Murphy’s Pub was about as Irish as you could get: corned beef and cabbage on the menu, Guinness on tap, Irish jig music playing quietly in the background. It was catty-corner across the street from the office and had become my hangout when I didn’t feel like staying at home but didn’t want to go partying. It was also one of the places Cassandra had shown me where I didn’t have to worry about fending off guys. Most of the clientele lived within staggering distance and were pretty equally split between human and non-human. Cork Murphy was part giant and didn’t tolerate any kind of bull. He’d throw you out if you looked wrong at any of his customers. It was a comfortable joint.
Instead, I grabbed a granola bar and went to comb my closet for something that would say “rich, happily married woman”. (Was there such a thing?) I finally pulled out a dress I hadn’t worn in several years. Can’t figure out why. I loved it. It was a deep purple one-shouldered silk thing that flowed like a Greek goddess’ gown. I always felt like I was about six feet tall when I wore it. In the strappy heels I wore with it I maybe hit 5’7”. But it was the thought that counted. Maybe it was the color? I know purple is the color of royalty and is considered to be a power color. Anyways, I always felt good in that dress.
Since I had a little time, I took the pains to curl my hair and put it up á la that Greek goddess with ringlets hanging halfwa
y down my back. A heavy application of hairspray ensured it would stay curled, even in summertime humidity. By the time I’d put the ‘wedding ring’ back on and added a rhinestone necklace and earrings, it was damned near eight. There were times I wished I’d have been born a man. About all they had to decide was black, blue or brown suit; then which tie went with whichever suit they’d pulled out. Run a comb through their hair and they were ready to go.
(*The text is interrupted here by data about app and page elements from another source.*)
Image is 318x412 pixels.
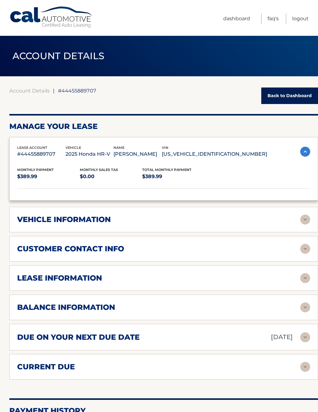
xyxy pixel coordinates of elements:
h2: balance information [17,303,115,312]
img: accordion-rest.svg [300,273,310,283]
h2: customer contact info [17,244,124,254]
img: accordion-active.svg [300,147,310,157]
p: [DATE] [271,332,293,343]
span: Monthly sales Tax [80,168,118,172]
a: Cal Automotive [9,6,94,28]
img: accordion-rest.svg [300,244,310,254]
span: #44455889707 [58,88,96,94]
h2: Manage Your Lease [9,122,318,131]
h2: due on your next due date [17,333,140,342]
p: $0.00 [80,172,142,181]
span: name [113,146,124,150]
p: 2025 Honda HR-V [65,150,114,159]
span: vehicle [65,146,81,150]
a: Account Details [9,88,50,94]
span: Total Monthly Payment [142,168,191,172]
span: vin [162,146,168,150]
h2: current due [17,363,75,372]
a: Dashboard [223,13,250,24]
p: $389.99 [17,172,80,181]
span: Monthly Payment [17,168,54,172]
img: accordion-rest.svg [300,215,310,225]
a: Logout [292,13,309,24]
p: $389.99 [142,172,205,181]
a: FAQ's [267,13,279,24]
h2: lease information [17,274,102,283]
img: accordion-rest.svg [300,303,310,313]
span: lease account [17,146,47,150]
p: [PERSON_NAME] [113,150,162,159]
img: accordion-rest.svg [300,362,310,372]
span: | [53,88,55,94]
h2: vehicle information [17,215,111,224]
p: [US_VEHICLE_IDENTIFICATION_NUMBER] [162,150,267,159]
img: accordion-rest.svg [300,333,310,343]
a: Back to Dashboard [261,88,318,104]
p: #44455889707 [17,150,65,159]
span: ACCOUNT DETAILS [12,50,105,62]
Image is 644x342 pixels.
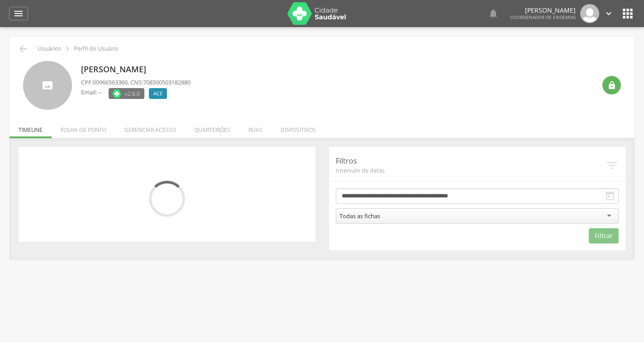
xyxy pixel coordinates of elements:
[239,117,271,139] li: Ruas
[116,117,185,139] li: Gerenciar acesso
[81,78,190,87] p: CPF: , CNS:
[93,78,127,86] span: 00966563360
[487,8,499,19] i: 
[336,156,606,166] p: Filtros
[510,7,576,13] p: [PERSON_NAME]
[74,45,118,52] p: Perfil do Usuário
[153,90,163,97] span: ACE
[605,159,618,172] i: 
[621,6,635,20] i: 
[608,81,616,90] i: 
[52,117,116,139] li: Folha de ponto
[604,9,614,19] i: 
[487,4,499,23] a: 
[37,45,61,52] p: Usuários
[81,64,190,76] p: [PERSON_NAME]
[13,8,24,19] i: 
[185,117,239,139] li: Quarteirões
[109,88,144,99] label: Versão do aplicativo
[9,7,28,20] a: 
[602,76,621,94] div: Resetar senha
[589,228,618,243] button: Filtrar
[18,44,28,54] i: Voltar
[336,166,606,174] span: Intervalo de datas
[143,78,190,86] span: 708500503182880
[62,44,72,54] i: 
[510,14,576,20] span: Coordenador de Endemias
[271,117,325,139] li: Dispositivos
[604,4,614,23] a: 
[340,212,380,220] div: Todas as fichas
[605,191,616,202] i: 
[125,89,140,98] span: v2.6.0
[81,88,101,97] p: Email: --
Knowing I was going to be coming home late, I put Fudge’s food down so he wouldn’t rip my dress to shreds when I came back in. I’d just slipped my shoes on when Gregory knocked at the door.
I climbed into the back of the limo with Ev and immediately started choking. The smell of patchouli was overwhelming. “What in the hell did you put on?” I asked.
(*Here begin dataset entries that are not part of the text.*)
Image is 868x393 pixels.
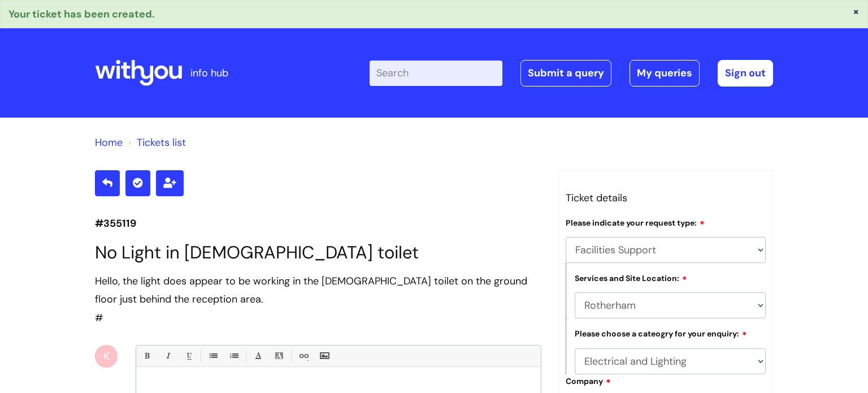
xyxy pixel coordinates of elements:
div: # [95,272,541,327]
h1: No Light in [DEMOGRAPHIC_DATA] toilet [95,242,541,263]
h3: Ticket details [566,189,766,207]
a: • Unordered List (Ctrl-Shift-7) [206,349,220,364]
a: Font Color [251,349,265,364]
a: Bold (Ctrl-B) [140,349,154,364]
li: Solution home [95,133,122,151]
label: Services and Site Location: [575,272,687,284]
a: Underline(Ctrl-U) [181,349,196,364]
a: Insert Image... [317,349,331,364]
a: Link [296,349,310,364]
label: Please choose a cateogry for your enquiry: [575,328,747,339]
div: K [95,345,118,368]
input: Search [370,61,502,85]
a: Home [95,136,122,150]
label: Please indicate your request type: [566,217,705,228]
a: Back Color [272,349,286,364]
a: 1. Ordered List (Ctrl-Shift-8) [227,349,241,364]
a: Italic (Ctrl-I) [160,349,175,364]
label: Company [566,375,611,386]
a: Tickets list [137,136,186,150]
p: info hub [190,64,228,82]
li: Tickets list [125,133,186,151]
a: My queries [630,60,700,86]
div: | - [370,60,773,86]
a: Sign out [718,60,773,86]
button: × [853,6,860,16]
p: #355119 [95,215,541,233]
div: Hello, the light does appear to be working in the [DEMOGRAPHIC_DATA] toilet on the ground floor j... [95,272,541,309]
a: Submit a query [520,60,612,86]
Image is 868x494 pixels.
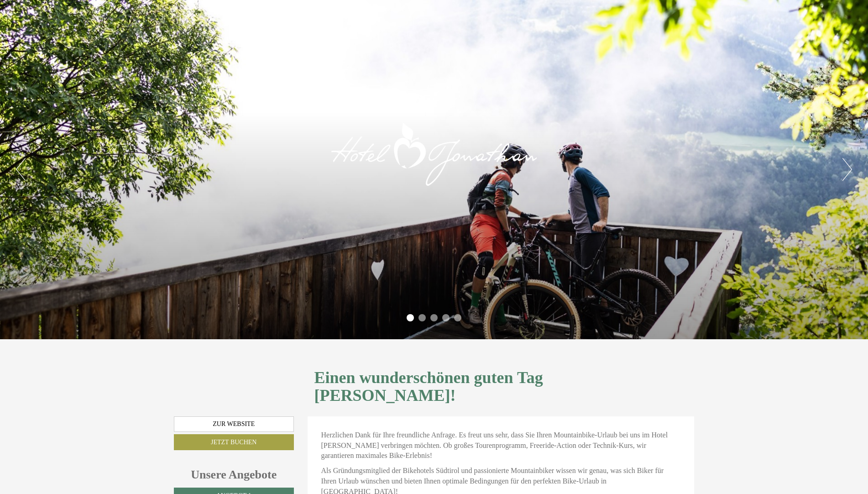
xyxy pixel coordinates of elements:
a: Jetzt buchen [174,434,294,450]
button: Next [842,158,852,181]
button: Previous [16,158,26,181]
p: Herzlichen Dank für Ihre freundliche Anfrage. Es freut uns sehr, dass Sie Ihren Mountainbike-Urla... [321,430,681,462]
h1: Einen wunderschönen guten Tag [PERSON_NAME]! [314,369,687,405]
div: Unsere Angebote [174,466,294,483]
a: Zur Website [174,416,294,432]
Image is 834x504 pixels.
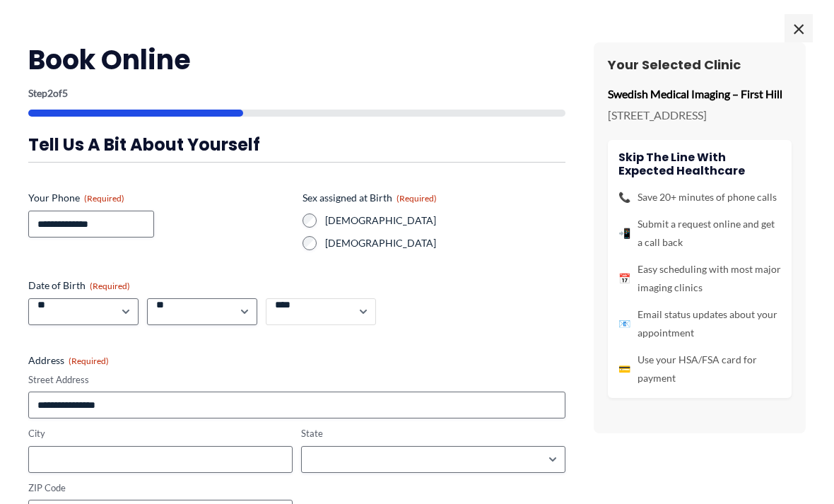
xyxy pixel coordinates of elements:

“You always complain about how I smell so I thought I’d cover up whatever bothered you. Did I use too much aftershave?”
To hell with privacy and to hell with my hairdo. I hit the buttons that would roll down both windows and open the sunroof. “That would be a slight understatement,” I told him. “Hopefully by the time we arrive at the restaurant, it’ll have dissipated enough that I won’t be tasting patchouli instead of food, nor will the people at the surrounding tables.”
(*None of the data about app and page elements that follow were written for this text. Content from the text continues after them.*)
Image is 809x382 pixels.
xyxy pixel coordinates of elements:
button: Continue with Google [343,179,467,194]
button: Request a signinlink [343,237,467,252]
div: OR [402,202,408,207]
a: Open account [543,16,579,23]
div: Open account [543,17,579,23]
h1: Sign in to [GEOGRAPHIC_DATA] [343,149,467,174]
Ev looked sheepish. “I was just trying to help.”
“Next time, use about a quarter of what you did this time, OK?”
Within fifteen minutes, Gregory pulled up at McCarthy’s. “See, I said you could get a reservation if you really put your mind to it,” I said. “Hang on. Let me see if I can do something with the mess that is now my hair.” Ever-hold is indeed a wonderful product. All I had to do was finger-comb everything back into place. If you have really straight hair and want curls, I’d highly recommend it. Just be prepared to shampoo your hair several times to get it all out.